Information section start

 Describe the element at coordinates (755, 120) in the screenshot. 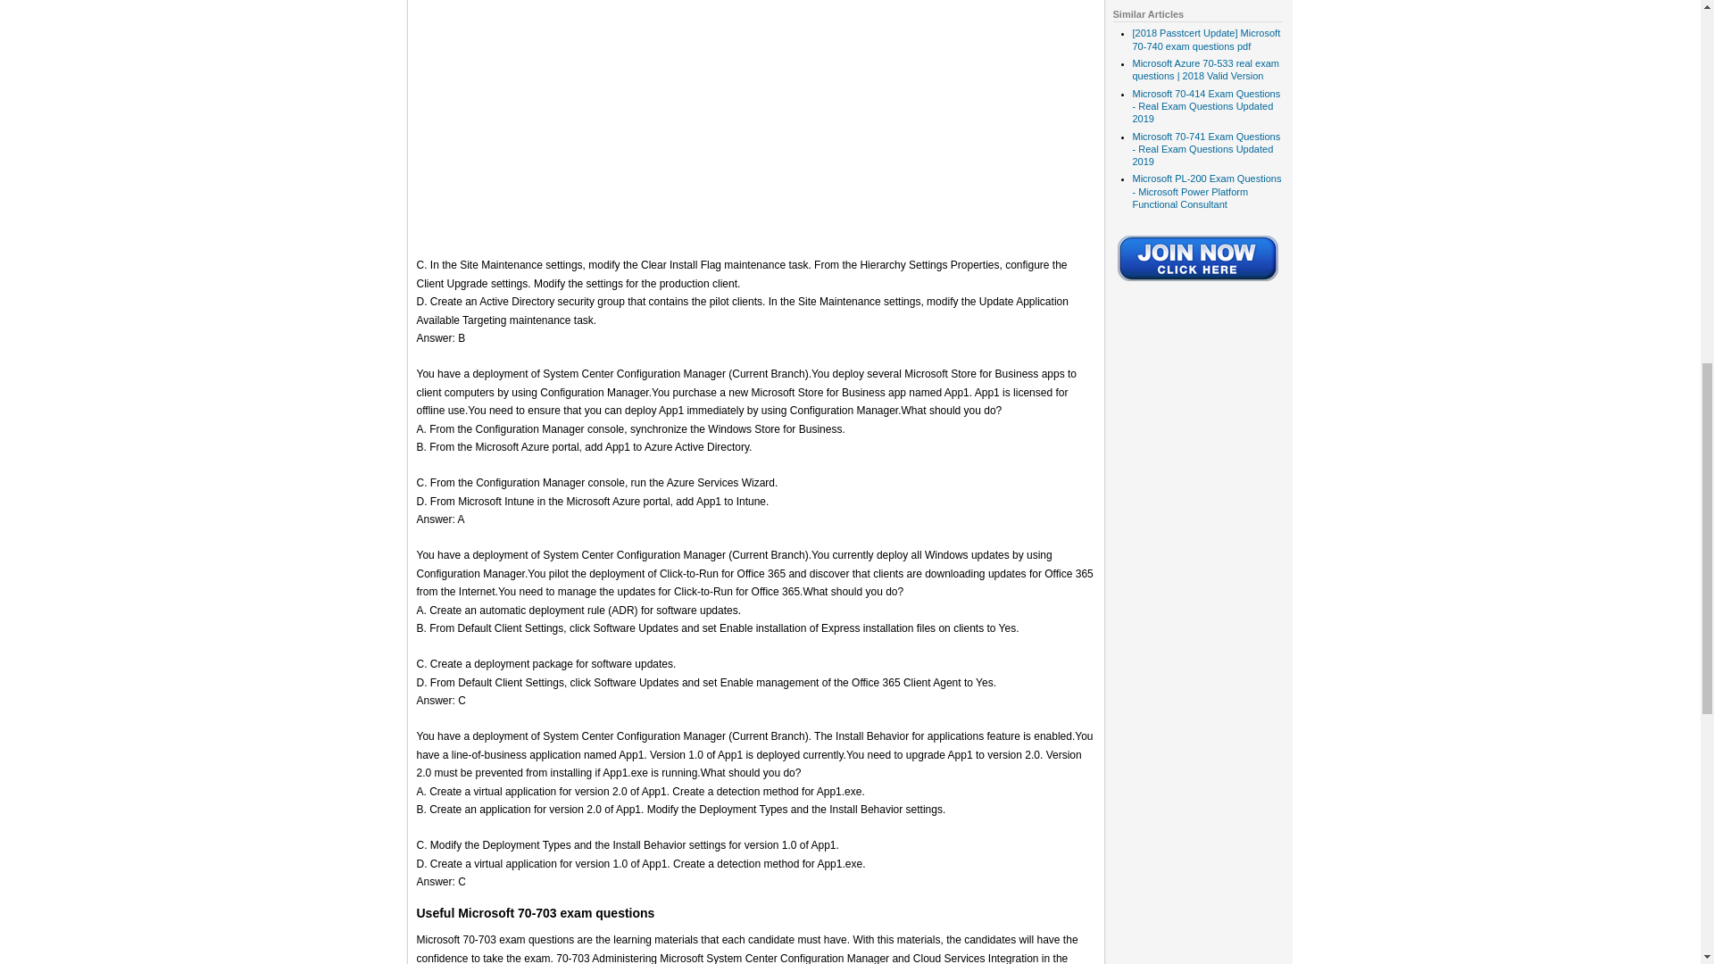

Information section end
Information section start

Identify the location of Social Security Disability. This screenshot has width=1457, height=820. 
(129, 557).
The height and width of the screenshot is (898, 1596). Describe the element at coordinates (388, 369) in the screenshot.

Information section end
Information section start

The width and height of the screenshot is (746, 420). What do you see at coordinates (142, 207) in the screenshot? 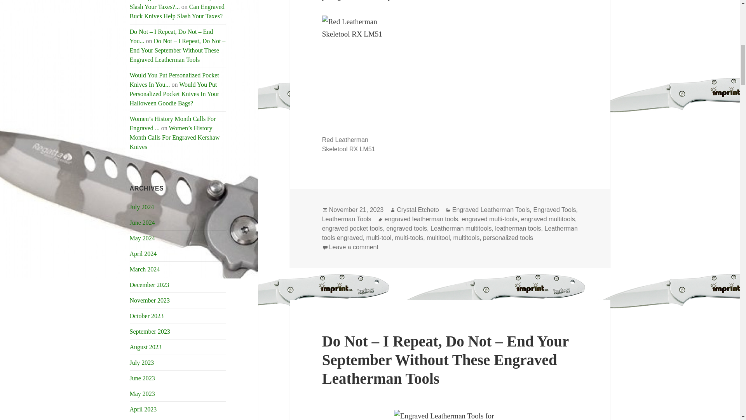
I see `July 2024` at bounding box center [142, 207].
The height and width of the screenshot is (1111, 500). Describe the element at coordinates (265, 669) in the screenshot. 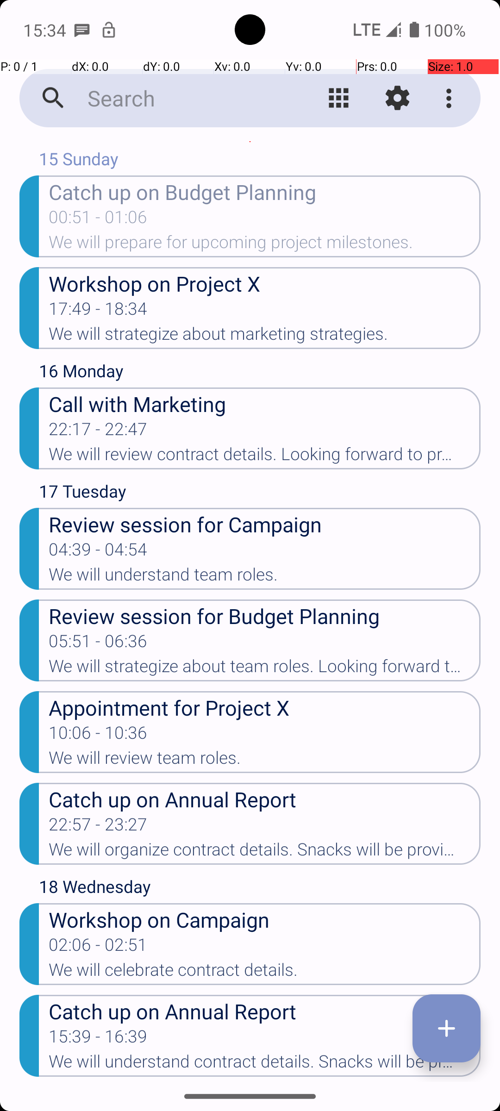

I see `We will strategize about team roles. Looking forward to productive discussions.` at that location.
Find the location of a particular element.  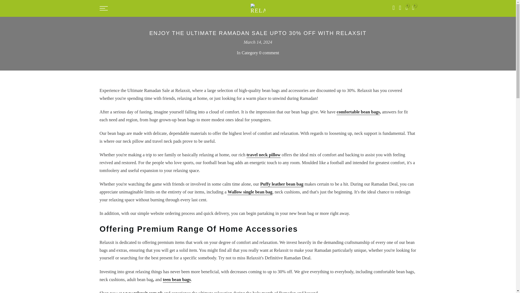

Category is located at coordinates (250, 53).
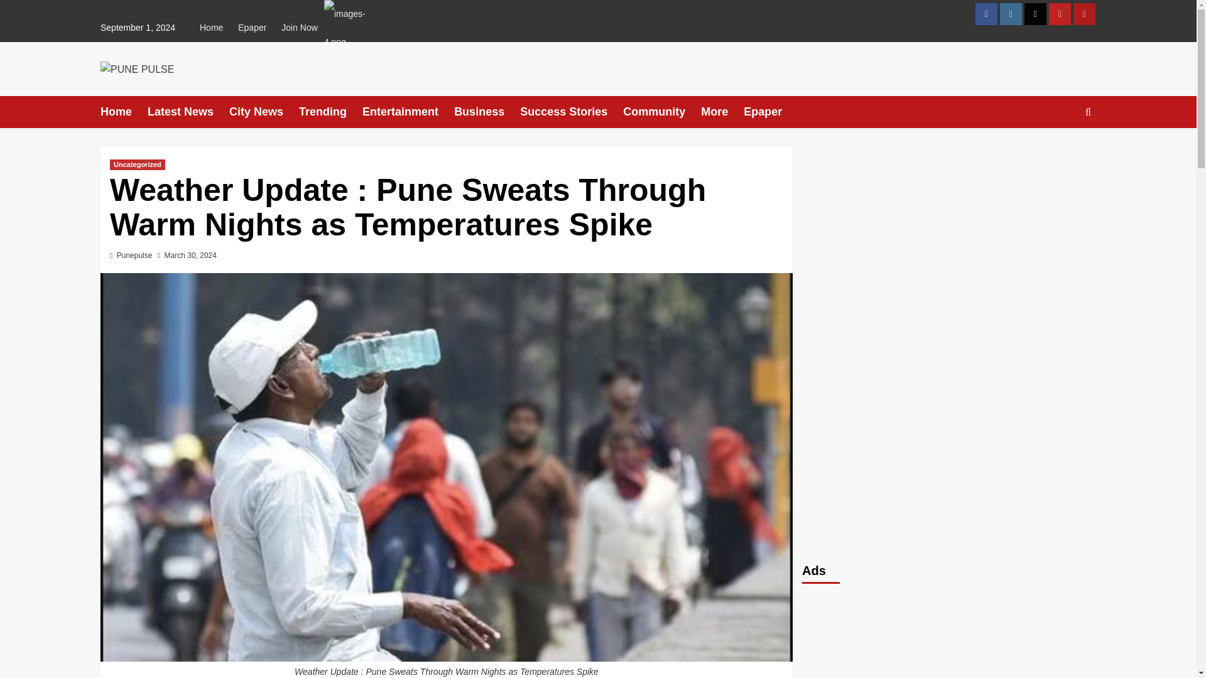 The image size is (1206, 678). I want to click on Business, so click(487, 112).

Information section end

Task goal » Would you output, from the records above, exactly the run of lines that starts at the line containing "Identify the location" and ends at the line containing "The height and width of the screenshot is (898, 1596).", and only that run?

Answer »
Identify the location of Social Security Disability. This screenshot has width=1457, height=820. 
(129, 557).
The height and width of the screenshot is (898, 1596). Describe the element at coordinates (388, 369) in the screenshot.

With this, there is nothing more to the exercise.